Marie Curie was a Polish and naturalized-French physicist and chemist who conducted pioneering research on radioactivity. She was the first woman to win a Nobel Prize and the first person to win the Nobel Prize twice.
Marie Curie discovered the elements polonium and radium, and she helped develop the theory of radioactivity. She also conducted groundbreaking research on the treatment of neoplasms using radioactive isotopes.
Marie Curie’s husband, Pierre Curie, was a co-winner of her first Nobel Prize, making them the first married couple to win the Nobel Prize. The Curie family legacy includes five Nobel Prizes.
Despite the obstacles, Marie Curie became the first woman to become a professor at the University of Paris in 1906. She was also the first woman to be entombed on her own merits in the Paris Panthéon.
While a French citizen, Marie Skłodowska Curie never lost her sense of Polish identity.

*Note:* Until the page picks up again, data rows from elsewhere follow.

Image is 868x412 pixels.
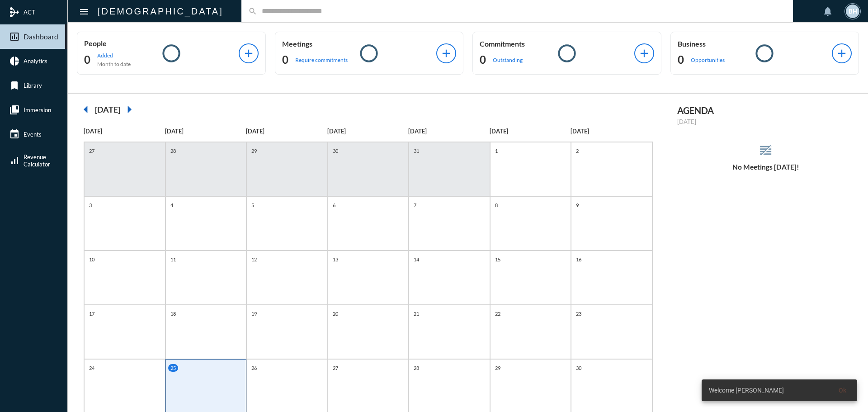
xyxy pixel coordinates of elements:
span: Revenue Calculator [23,153,50,168]
p: 28 [168,147,178,154]
p: [DATE] [490,128,571,134]
p: 26 [249,364,259,371]
p: 19 [249,309,259,317]
p: [DATE] [328,128,409,134]
p: 27 [87,147,97,154]
p: 2 [574,147,581,154]
p: 25 [168,364,178,371]
p: 28 [411,364,422,371]
p: 10 [87,255,97,263]
p: 12 [249,255,259,263]
p: 6 [331,201,338,209]
p: 1 [493,147,500,154]
mat-icon: Side nav toggle icon [78,6,90,17]
p: 21 [411,309,422,317]
p: 13 [331,255,340,263]
p: 4 [168,201,176,209]
p: 9 [574,201,581,209]
span: Ok [839,387,846,394]
p: 15 [493,255,503,263]
mat-icon: notifications [822,6,834,16]
span: Events [23,131,41,138]
p: 31 [411,147,422,154]
p: [DATE] [84,128,165,134]
p: 29 [493,364,503,371]
h2: AGENDA [678,105,855,115]
mat-icon: reorder [759,143,773,158]
p: [DATE] [246,128,328,134]
p: 30 [574,364,584,371]
button: Toggle sidenav [75,3,93,21]
span: Dashboard [23,33,59,41]
p: 27 [331,364,340,371]
p: [DATE] [678,118,855,125]
p: 29 [249,147,259,154]
p: [DATE] [165,128,247,134]
mat-icon: bookmark [9,80,20,91]
div: BH [846,4,859,18]
span: Immersion [23,106,51,114]
p: 23 [574,309,584,317]
p: [DATE] [571,128,653,134]
p: 18 [168,309,178,317]
mat-icon: signal_cellular_alt [9,155,20,166]
p: 14 [411,255,422,263]
span: Welcome [PERSON_NAME] [709,386,784,395]
mat-icon: search [248,7,258,16]
p: 17 [87,309,97,317]
span: ACT [23,9,35,16]
h2: [DEMOGRAPHIC_DATA] [97,4,223,19]
p: 5 [249,201,256,209]
p: 30 [331,147,340,154]
p: 8 [493,201,500,209]
mat-icon: arrow_left [77,100,95,118]
span: Analytics [23,58,47,65]
h5: No Meetings [DATE]! [668,163,865,171]
mat-icon: arrow_right [121,100,139,118]
mat-icon: collections_bookmark [9,104,20,115]
p: 22 [493,309,503,317]
span: Library [23,82,42,89]
p: [DATE] [409,128,490,134]
p: 24 [87,364,97,371]
mat-icon: insert_chart_outlined [9,31,20,42]
mat-icon: pie_chart [9,56,20,66]
mat-icon: event [9,129,20,140]
p: 7 [411,201,419,209]
h2: [DATE] [95,104,121,115]
p: 3 [87,201,94,209]
p: 20 [331,309,340,317]
p: 11 [168,255,178,263]
mat-icon: mediation [9,7,20,17]
p: 16 [574,255,584,263]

She named the first chemical element she discovered, polonium, after her native country, and she taught her daughters the Polish language.
All my life through, the new sights of Nature made me rejoice like a child.
Polish and French physicist and chemist (1867-1934)
After all, science is essentially international, and it is only through lack of the historical sense that national qualities have been attributed to it.
Polish and French physicist and chemist (1867-1934)
Life is not easy for any of us. But what of that? We must have perseverance and above all confidence in ourselves. We must believe that we are gifted for something and that this thing must be attained.
Polish and French physicist and chemist (1867-1934)
A scientist in his laboratory is not a mere technician: he is also a child confronting natural phenomena that impress him as though they were fairy tales.
Polish and French physicist and chemist (1867-1934)
In science, we must be interested in things, not in persons.
Polish and French physicist and chemist (1867-1934)
I am one of those who think like Nobel, that humanity will draw more good than evil from new discoveries.
Polish and French physicist and chemist (1867-1934)
I have frequently been questioned, especially by women, of how I could reconcile family life with a scientific career. Well, it has not been easy.
Polish and French physicist and chemist (1867-1934)
Be less curious about people and more curious about ideas.
Polish and French physicist and chemist (1867-1934)
There are sadistic scientists who hurry to hunt down errors instead of establishing the truth.
Polish and French physicist and chemist (1867-1934)
Nothing in life is to be feared, it is only to be understood. Now is the time to understand more, so that we may fear less.
Polish and French physicist and chemist (1867-1934)
One never notices what has been done; one can only see what remains to be done.
Polish and French physicist and chemist (1867-1934)
I have no dress except the one I wear every day. If you are going to be kind enough to give me one, please let it be practical and dark so that I can put it on afterwards to go to the laboratory.
Polish and French physicist and chemist (1867-1934)
I was taught that the way of progress was neither swift nor easy.